Email warmup is the practice of building a mailbox's sending reputation by exchanging realistic emails with other trusted mailboxes. This teaches Google and Microsoft that your mailbox behaves like a real person — not a bulk sender.
The problem with one-time warmup
Most outreach tools offer a warmup phase — typically 2 to 6 weeks — and then tell you to switch it off once you're ready to send campaigns. This creates an immediate problem.
A mailbox that has been warmed up for 3 weeks and then suddenly switches from 20 warmup emails per day to 50 cold campaign emails per day looks very different to Google. The pattern breaks. The sending behaviour changes. And over time — sometimes within weeks — the domain score starts to decline.
❌ One-time warmup (other tools) | ✓ Continuous warmup (GetReplies) |
Warm up for 2–6 weeks | Connect mailbox |
Switch warmup off | Warmup runs continuously alongside campaigns |
Start sending campaign volume | System balances warmup and campaign sends daily |
Domain score gradually declines | Domain score is maintained and grows over time |
Emails start landing in promotions or spam | Emails consistently land in primary |
Open and reply rates drop | Reply rates stay healthy |
Have to restart warmup from scratch | Nothing to restart — warmup never stopped |
How continuous warmup works in GetReplies
When you connect a mailbox, GetReplies immediately begins warmup. This warmup never stops — even when you are actively running campaigns. The system runs both simultaneously, every day.
Here is what happens behind the scenes on a typical day for a connected mailbox:
| ⚙ Daily mailbox activity — what GetReplies does each day |
Warmup sends | System sends a set of realistic emails to trusted warmup network mailboxes |
Warmup receives | Warmup emails arrive in your inbox and are automatically marked as not spam |
Warmup replies | Some warmup emails receive replies, creating normal two-way engagement |
Campaign sends | Campaign emails go out to your prospects within your daily limit |
What the warmup limit controls
In your mailbox settings you will see two separate limits:
Daily warmup limit. The number of warmup emails the system will send and receive per day. This is managed automatically — you do not need to change it.
Daily campaign limit. The maximum number of campaign emails your mailbox will send per day. This is what you set.
The two limits run independently. The warmup limit is always on in the background. Your campaign limit is what you control.
How the coin-toss sending mechanism works
GetReplies doesn't send all your campaign emails in a burst at the start of the day. Every 3 minutes, the system makes a probabilistic decision: send an email now, or wait?
This creates a natural, randomised sending pattern across your active hours — which looks exactly like a real person sending emails throughout the day, rather than a bulk sender firing off 50 emails in one go.
At 50% probability over an 8-hour window, you get roughly 80 send opportunities — which maps to your campaign limit of around 20–50 emails depending on your settings.
Should I turn warmup off for older mailboxes?
No — and this is one of the most common mistakes teams make when switching to GetReplies from other tools. Even if your mailbox is months or years old, continuous warmup still provides value:
It counteracts the signal from campaign bounces, which will always occur to some degree
It maintains the positive engagement pattern that keeps your domain score healthy
Email service providers update their scoring continuously — a dormant mailbox can lose reputation even without you doing anything wrong
For older mailboxes, simply leave warmup on and skip the ramp-up feature (which is only needed for new mailboxes). Set your campaign limit manually to whatever you're comfortable with — 30 to 50 per day is sensible for a well-established mailbox.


Work to be completed: Search the records for the word "this" and report each line that has it.

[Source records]
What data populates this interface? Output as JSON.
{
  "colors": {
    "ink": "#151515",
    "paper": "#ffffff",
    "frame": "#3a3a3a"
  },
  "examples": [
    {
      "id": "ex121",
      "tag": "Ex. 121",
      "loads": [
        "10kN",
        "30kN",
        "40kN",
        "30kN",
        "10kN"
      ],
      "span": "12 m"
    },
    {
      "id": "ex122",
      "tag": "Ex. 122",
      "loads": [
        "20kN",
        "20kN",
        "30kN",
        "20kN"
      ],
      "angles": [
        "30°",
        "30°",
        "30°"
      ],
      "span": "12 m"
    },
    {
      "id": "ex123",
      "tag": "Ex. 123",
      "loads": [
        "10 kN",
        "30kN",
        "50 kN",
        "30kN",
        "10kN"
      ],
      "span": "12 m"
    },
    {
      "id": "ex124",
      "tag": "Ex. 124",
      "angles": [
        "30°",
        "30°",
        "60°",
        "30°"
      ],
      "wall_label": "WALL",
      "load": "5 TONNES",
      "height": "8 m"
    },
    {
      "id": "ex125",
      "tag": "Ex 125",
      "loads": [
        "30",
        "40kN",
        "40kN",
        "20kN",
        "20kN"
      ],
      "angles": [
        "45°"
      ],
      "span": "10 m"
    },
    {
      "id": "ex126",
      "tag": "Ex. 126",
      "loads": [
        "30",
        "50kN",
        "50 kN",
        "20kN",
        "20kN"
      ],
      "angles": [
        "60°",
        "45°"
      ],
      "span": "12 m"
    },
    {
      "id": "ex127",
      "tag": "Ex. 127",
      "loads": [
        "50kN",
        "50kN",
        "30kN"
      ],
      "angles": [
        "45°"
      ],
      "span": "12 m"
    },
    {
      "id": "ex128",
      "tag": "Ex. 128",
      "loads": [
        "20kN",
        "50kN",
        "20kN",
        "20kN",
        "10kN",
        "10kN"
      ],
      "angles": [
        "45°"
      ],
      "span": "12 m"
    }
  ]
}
==
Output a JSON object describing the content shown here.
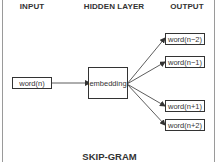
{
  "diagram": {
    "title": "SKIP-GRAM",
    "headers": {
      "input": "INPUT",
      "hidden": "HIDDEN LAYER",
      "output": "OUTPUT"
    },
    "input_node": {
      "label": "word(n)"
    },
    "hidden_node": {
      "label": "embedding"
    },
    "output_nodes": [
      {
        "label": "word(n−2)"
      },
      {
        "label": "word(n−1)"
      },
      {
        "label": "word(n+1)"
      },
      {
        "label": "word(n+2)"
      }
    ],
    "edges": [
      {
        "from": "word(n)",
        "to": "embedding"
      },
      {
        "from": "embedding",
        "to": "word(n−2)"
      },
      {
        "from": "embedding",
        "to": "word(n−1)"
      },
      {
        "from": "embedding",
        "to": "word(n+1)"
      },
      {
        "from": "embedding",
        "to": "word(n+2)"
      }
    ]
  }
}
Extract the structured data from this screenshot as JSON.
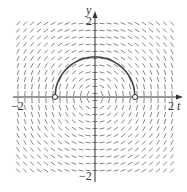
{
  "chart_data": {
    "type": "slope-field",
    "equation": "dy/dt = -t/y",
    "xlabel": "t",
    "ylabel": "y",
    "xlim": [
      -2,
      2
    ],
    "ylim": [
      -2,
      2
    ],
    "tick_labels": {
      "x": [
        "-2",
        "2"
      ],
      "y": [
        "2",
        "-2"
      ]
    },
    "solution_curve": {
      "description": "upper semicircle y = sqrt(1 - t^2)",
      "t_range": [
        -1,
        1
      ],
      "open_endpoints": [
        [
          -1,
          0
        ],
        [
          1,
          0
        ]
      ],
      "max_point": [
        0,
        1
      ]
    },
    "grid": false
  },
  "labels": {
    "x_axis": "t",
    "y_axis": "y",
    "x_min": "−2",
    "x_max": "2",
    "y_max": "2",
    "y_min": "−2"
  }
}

Result of the exercise:
What data populates this interface? Output as JSON.
Extract the structured data from this screenshot as JSON.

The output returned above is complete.